Tuesday, September 2, 2008

Burnt

In June, I received word that two of my poems were to be published in the Fall 2008 Inspirit Journal, edited by the Baughman United Methodist Church of New Cumberland, Pennsylvania. I have been so pleased with their Journals and very happy to have the third and fourth of my poems published. I am doing this a bit backwards, but I am submitting them on this blog, at this time.

Burnt

The floodgates of heaven were closed to us,
every cloud a taunting tease under a bully sun,
ever rushing to kiss the ground of another land.
It was spring by the calendar, not the greening
prairie hills. Along dry creek beds, grass and hope
turned to dust; the thorn and thistle were our reward.
Year after year, we were the poor banished children
of Eve, scorched by the welding torch of the sun.

When the rains came, the bloom was on the ditch
rose, once more. In the shade of tall sunflowers,
the cicada chanted his monotonous buzz-songs
to summer. Black angus peppered luxuriant
pastures, grazed the wild-rye-fringed cow paths
to brimming water tanks, under rasping windmills.
Blue flax sashayed on the shoulders of country roads,
near the tangle of black chokecherry thickets. In the
fencerows of alfalfa-scented fields, the honey bee
dives headlong into the fluted necks of yellow clover.

I walk along the saffron leaves of the cottonwoods,
along the the river. It's October, and the sticky spider
webs of dread sprawl and adhere to my soul. I dread
the end of the green milk and honey of this one,
abundant summer. I want to whine, like the locust
laments 'till the killing frost. I'm afraid, so afraid the
good luck ran out, and homesick, for the flickering
fireflies of hope, at dusk, in the Promised Land.

1 comment:

Dave Ja Vu said...

This is by far one of my favorites. Drought is such an interesting topic anyway, an obscure one that could be difficult to capture in words, but you succeeded. Every time I read it, it just lingers. And that's a good thing!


» ASSIGNED TASK
Whenever the word "direction" appears in a line of the data below, copy that line.

---------- SUPPLIED MATERIAL ----------

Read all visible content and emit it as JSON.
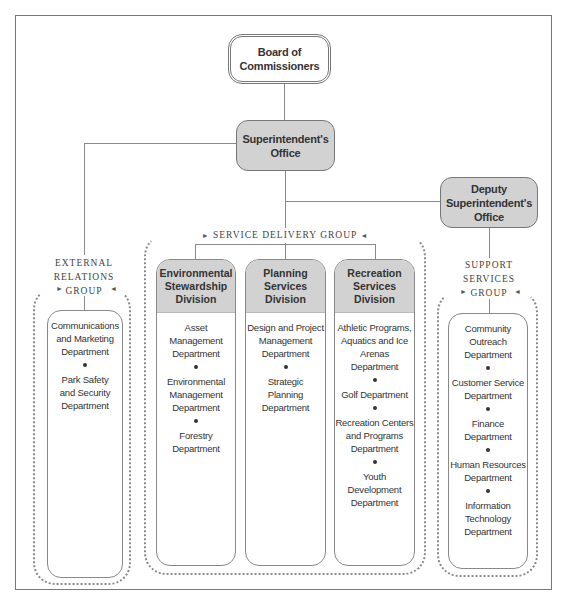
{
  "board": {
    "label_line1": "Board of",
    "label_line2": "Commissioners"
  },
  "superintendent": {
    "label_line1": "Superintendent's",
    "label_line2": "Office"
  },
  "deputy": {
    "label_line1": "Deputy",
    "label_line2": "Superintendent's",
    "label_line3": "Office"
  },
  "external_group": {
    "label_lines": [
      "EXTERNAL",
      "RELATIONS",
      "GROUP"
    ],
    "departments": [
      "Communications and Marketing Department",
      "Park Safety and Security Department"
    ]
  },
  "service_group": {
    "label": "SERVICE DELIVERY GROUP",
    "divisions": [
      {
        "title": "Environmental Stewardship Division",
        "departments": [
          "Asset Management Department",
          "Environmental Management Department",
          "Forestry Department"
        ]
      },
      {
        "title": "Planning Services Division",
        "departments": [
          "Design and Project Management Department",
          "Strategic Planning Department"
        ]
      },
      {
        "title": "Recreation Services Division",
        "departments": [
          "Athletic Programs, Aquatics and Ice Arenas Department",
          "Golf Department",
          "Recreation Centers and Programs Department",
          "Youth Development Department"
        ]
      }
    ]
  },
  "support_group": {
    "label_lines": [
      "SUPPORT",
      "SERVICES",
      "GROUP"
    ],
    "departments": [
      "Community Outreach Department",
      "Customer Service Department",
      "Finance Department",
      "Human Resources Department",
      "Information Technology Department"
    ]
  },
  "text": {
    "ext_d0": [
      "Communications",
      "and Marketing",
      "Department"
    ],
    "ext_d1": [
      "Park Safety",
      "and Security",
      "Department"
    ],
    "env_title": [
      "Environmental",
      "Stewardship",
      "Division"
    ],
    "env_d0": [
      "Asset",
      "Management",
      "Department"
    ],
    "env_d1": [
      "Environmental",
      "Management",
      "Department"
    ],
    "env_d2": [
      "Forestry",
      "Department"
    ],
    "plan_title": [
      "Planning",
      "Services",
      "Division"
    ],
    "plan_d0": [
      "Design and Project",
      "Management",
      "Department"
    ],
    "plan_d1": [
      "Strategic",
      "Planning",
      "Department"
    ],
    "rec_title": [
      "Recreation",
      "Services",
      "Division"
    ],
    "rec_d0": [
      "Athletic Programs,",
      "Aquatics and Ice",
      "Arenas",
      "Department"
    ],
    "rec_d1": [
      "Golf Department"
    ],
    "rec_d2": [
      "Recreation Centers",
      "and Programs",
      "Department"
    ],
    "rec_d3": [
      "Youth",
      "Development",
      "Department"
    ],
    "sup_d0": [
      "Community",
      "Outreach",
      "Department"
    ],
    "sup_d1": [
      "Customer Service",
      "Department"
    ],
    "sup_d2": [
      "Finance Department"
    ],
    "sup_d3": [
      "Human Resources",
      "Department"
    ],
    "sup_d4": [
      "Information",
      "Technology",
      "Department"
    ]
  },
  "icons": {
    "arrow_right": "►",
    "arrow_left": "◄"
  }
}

----------
---------- SUPPLIED MATERIAL ----------

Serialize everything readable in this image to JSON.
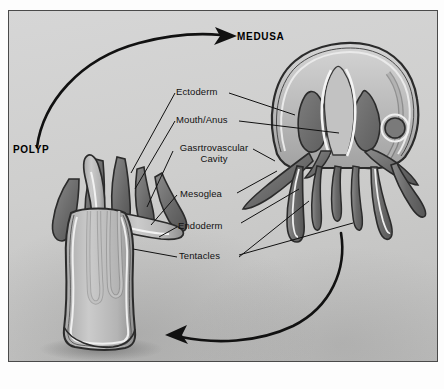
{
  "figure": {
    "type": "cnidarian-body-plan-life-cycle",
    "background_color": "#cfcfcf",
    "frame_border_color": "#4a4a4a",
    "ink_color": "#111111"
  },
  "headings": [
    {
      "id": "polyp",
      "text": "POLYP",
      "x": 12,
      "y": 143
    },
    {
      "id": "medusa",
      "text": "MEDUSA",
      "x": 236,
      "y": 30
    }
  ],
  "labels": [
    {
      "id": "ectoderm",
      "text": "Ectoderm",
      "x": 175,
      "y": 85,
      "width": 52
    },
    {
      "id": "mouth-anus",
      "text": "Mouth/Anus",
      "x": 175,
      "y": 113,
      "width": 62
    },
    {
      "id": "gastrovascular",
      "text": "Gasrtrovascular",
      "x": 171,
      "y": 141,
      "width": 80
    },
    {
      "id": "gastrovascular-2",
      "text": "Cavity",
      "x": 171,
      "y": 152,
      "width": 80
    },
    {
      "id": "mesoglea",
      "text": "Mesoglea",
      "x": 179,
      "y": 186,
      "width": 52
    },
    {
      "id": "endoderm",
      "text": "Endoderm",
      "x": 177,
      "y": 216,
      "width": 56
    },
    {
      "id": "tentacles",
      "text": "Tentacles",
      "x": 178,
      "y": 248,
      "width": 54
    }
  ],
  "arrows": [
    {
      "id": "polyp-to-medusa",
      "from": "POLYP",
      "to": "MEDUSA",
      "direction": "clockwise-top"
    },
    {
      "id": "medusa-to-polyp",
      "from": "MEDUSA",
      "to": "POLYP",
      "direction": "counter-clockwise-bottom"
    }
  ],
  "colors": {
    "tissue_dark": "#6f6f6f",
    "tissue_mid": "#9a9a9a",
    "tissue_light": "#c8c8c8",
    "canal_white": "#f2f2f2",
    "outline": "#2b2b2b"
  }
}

----------
---------- SUPPLIED MATERIAL ----------

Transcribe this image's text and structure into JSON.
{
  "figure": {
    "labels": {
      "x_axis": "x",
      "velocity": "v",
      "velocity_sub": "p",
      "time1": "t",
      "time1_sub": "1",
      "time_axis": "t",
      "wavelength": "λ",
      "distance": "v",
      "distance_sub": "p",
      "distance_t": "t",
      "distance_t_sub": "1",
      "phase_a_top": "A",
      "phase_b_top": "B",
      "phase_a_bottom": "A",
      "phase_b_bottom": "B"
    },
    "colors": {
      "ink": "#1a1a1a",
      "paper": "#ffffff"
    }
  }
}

----------

» SOLVED EXERCISE
      "direction": "clockwise-top"
      "direction": "counter-clockwise-bottom"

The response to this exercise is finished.